The people of Groton and New London, Conn., breathed a loud collective sigh of relief last week when the Base Realignment and Closure Commission (BRAC) voted to remove their naval base from the list of bases to be closed. For months, since the Pentagon’s list was first published, the entire community was on edge.

The elimination of 8,000 jobs would have put a large percentage of the area’s working-age population on the unemployment rolls. The future of the state’s largest employer, nearby Electric Boat shipyard, owned by General Dynamics, was called into question. The ripple effect would have reached miles away. As many as 31,000 additional workers would have lost their jobs.

Suddenly, the Republican governor and the area’s congressman allied with the state’s Democratic senators to create “Team Connecticut.” Military personnel, business leaders, unions and community agencies joined hands with one plea: Save our economy by saving the naval base.

This story was repeated in the Portsmouth, N.H./Kittery, Maine, community and across the country where base closings were announced. Some were successful in getting off the close list, others were not.

In Connecticut, the winning argument was that the synergy between the naval submarine base and the Electric Boat nuclear submarine production and repair facility made for a strong military.

However, the collective sigh of relief that the local economy was saved remains on shaky ground.

Even as families hurried to catch up and shop for back-to-school clothes, the economy remains hostage to the military-industrial complex, and could collapse at any time.

A decade ago, when the Cold War was declared over, the country was filled with the promise of a “peace dividend.” Finally, it was hoped, instead of putting the nation’s resources into weaponry, the pressing needs for rebuilding infrastructure and meeting social needs could be realized.

But the peace dividend itself became the first post-Cold War casualty.

For years during the nuclear weapons buildup, fears of world destruction fueled a significant movement of unions, peace groups and allies for economic conversion to peacetime production.

In the Groton/New London area, this movement became so strong that the state Legislature was pushed to offer a million-dollar check to Electric Boat to study alternative products that could be made at the nuclear submarine facility. General Dynamics simply tore up the check, proclaiming they were not interested in other production which would not yield such a high profit margin. The company then helped facilitate the defeat of their congressional district’s pro-conversion representative who had served the community so well.

Now, the BRAC hearings have temporarily rescued the production and use of nuclear submarines once again. Even as the collective cheers went up for the BRAC commission vote to save these bases, a majority of people polled in the country expressed opposition to the war on Iraq and to use of nuclear weaponry.

This episode places squarely on the agenda the question of how to achieve a truly sound economy based on fulfilling the crying needs of our country for renewable energy systems, for health care, for mass transportation, for affordable housing.

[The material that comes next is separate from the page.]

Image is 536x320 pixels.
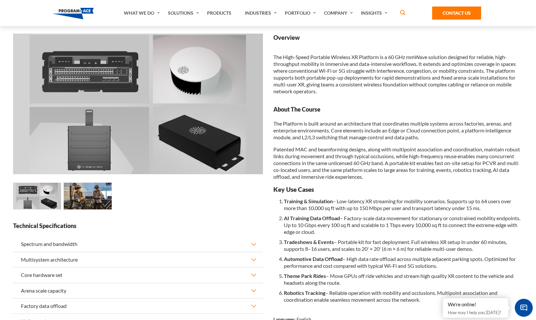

The naval base and submarine production facilities could potentially be used for any of these goals.

Imagine what could be accomplished if a “Team Connecticut” came together around these priorities and pushed the federal government to fund peacetime construction that would insure a firm foundation for jobs and economic development?

The debate in military circles about which weapons are needed to combat terrorism and which are obsolete ignores the reality that none of these weapons make us more secure and most make us less secure. The Bush administration policies of never-ending war and first-strike use of nuclear weapons are clearly aimed at world domination, placing the entire planet in jeopardy.

Both the country and the world would be better served if financial, material and labor resources were devoted to meet the very real needs of the people in this country.

Thousands of communities have been thrown into crisis not only by military base closings, but also when major employers decide to close or move elsewhere for higher profits. Federal legislation to provide substantive aid to workers and communities would make it far easier to arrive at decisions regarding military bases or production facilities on the basis of what truly is in the best interests of the country, rather than blackmailing whole communities and states into supporting aggressive and destructive foreign and military policy to temporarily save jobs.

Peacetime production can be won. It will take a strong labor-peace coalition concerned with the economic well-being of working-class communities to organize mass support for a broad program to meet human needs and create millions of good jobs.

To be a world leader and truly make our country stronger requires retooling of priorities and retooling of production facilities for the people’s needs, not Pentagon and military corporation greed.

Joelle Fishman (joelle.fishman @ pobox.com) is chair of the Connecticut district of the Communist Party USA and also chairs the party’s Political Action Commission.